Anonymous Monk has asked for the wisdom of the Perl Monks concerning the following question:

I have a project on my head where i need to track changes in SVN repository.

Repo is at https://***.***.local/***/etc/. The user will specify 2 dates, start and end, and my task is to get md5 sums of all files in the specified repo path (including all subfolders) at the start date and compare those to the md5 sums at the end date - and create the report for repo locations of files that changed (not what exact lines changed). I checked out a bunch of modules on cpan and didnt find anything suitable. Any suggestions on how to implement this the easiest way?

All help is greatly appreciated!

Replies are listed 'Best First'.
Re: Track subversion changes
by kyle (Abbot) on Oct 16, 2008 at 21:26 UTC

    This should be pretty easy with vanilla SVN tools. I'm not a major SVN expert, but a quick look at the documentation tells me that you can probably say something like this:

    svn diff -r '{START DATE}' -r '{END DATE}' --summarize

    ...and it will spit out a list of files changed between those dates.

    If you really have to have md5 sums, there's a "svn cat" command to get file contents at any revision you want. Pipe that to "md5sum" and go.

      Thank you very much for the lightning fast answer!

      A question - does that mean that i would have to do an "svn update" each time i want to do an "svn diff"? Or is it done automatically if the end date is later than the last version?
        svn update updates your working copy it doesn't do anything to the repository, so the answer to your first question is no. The answer to your second question is no as well, but not for the reason the question implies. svn help will show you all available svn commands, and svn help <command> will show you the help for specific commands. I'm not wanting to come off as talking down to you, and maybe you know this already, but your question suggests that you might not have much experience with svn.
Re: Track subversion changes
by dragonchild (Archbishop) on Oct 17, 2008 at 14:31 UTC
    There are a number of SVN modules on CPAN. Furthermore, SVK (a wrapper around SVN) is written in Perl and is on CPAN as well.

    My criteria for good software:
    1. Does it work?
    2. Can someone else come in, make a change, and be reasonably certain no bugs were introduced?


▶ _To do_: Please filter the entries and return only the lines that include "whenever".

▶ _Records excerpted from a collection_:
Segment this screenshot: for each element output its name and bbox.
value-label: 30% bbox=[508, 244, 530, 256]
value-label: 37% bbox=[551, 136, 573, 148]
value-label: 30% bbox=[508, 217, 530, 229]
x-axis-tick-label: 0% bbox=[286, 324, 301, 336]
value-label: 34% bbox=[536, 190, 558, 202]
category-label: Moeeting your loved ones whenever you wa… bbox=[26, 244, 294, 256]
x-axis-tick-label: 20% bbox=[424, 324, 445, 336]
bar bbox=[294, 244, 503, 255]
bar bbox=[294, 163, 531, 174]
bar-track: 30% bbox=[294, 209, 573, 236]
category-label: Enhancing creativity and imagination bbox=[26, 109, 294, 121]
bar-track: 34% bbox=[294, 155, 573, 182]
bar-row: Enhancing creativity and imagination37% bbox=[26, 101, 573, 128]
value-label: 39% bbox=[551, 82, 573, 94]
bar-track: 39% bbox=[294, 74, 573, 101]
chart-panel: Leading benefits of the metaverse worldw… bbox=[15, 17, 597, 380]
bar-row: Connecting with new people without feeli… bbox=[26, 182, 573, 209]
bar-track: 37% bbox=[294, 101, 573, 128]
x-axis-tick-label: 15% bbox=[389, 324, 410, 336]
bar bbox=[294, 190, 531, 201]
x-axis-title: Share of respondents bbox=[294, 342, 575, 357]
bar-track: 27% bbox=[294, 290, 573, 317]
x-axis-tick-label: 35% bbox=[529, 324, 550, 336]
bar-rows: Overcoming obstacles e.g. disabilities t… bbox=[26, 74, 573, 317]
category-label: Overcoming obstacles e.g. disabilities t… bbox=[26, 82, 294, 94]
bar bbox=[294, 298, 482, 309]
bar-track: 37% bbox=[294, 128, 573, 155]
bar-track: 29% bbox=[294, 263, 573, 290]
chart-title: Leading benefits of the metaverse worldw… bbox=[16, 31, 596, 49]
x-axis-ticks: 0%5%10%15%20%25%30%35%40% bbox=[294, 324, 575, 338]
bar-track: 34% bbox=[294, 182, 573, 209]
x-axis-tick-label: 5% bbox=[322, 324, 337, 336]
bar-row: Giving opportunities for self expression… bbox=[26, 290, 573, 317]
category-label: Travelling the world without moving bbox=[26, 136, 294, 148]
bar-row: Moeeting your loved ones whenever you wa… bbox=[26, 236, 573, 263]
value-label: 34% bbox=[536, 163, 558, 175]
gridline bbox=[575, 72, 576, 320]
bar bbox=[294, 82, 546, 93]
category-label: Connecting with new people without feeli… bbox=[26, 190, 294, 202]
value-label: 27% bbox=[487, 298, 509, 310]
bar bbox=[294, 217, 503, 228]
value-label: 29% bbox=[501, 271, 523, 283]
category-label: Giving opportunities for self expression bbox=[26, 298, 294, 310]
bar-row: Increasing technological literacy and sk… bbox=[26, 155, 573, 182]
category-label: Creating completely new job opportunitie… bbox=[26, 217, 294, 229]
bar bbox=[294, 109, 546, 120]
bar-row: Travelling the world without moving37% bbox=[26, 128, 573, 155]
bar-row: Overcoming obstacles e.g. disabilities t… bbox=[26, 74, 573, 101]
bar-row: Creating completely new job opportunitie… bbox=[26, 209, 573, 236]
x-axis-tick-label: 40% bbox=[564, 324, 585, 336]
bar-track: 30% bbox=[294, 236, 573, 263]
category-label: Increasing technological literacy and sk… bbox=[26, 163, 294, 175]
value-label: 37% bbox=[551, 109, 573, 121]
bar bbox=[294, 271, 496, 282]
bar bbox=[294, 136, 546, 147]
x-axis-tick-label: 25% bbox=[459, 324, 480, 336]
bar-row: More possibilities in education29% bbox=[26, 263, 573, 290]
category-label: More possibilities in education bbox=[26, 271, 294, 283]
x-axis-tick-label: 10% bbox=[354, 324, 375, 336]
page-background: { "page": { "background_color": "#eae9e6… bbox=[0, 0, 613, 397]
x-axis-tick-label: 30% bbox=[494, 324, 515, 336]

* * *

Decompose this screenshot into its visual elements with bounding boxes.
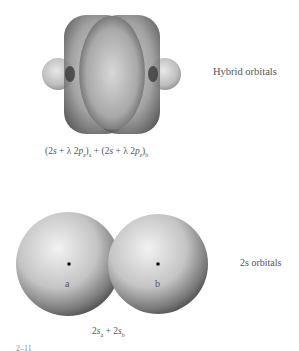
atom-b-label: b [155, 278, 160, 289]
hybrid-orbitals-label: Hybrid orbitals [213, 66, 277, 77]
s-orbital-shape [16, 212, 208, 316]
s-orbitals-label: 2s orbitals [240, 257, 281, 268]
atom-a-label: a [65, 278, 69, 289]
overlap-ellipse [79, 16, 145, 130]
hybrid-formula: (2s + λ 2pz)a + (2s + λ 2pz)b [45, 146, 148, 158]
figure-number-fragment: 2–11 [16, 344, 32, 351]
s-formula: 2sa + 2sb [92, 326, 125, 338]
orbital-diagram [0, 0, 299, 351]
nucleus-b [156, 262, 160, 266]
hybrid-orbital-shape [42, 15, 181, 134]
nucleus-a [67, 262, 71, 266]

▶ _Answer to the problem_:
category-label: Moeeting your loved ones whenever you wa… bbox=[26, 244, 294, 256]
bar-row: Moeeting your loved ones whenever you wa… bbox=[26, 236, 573, 263]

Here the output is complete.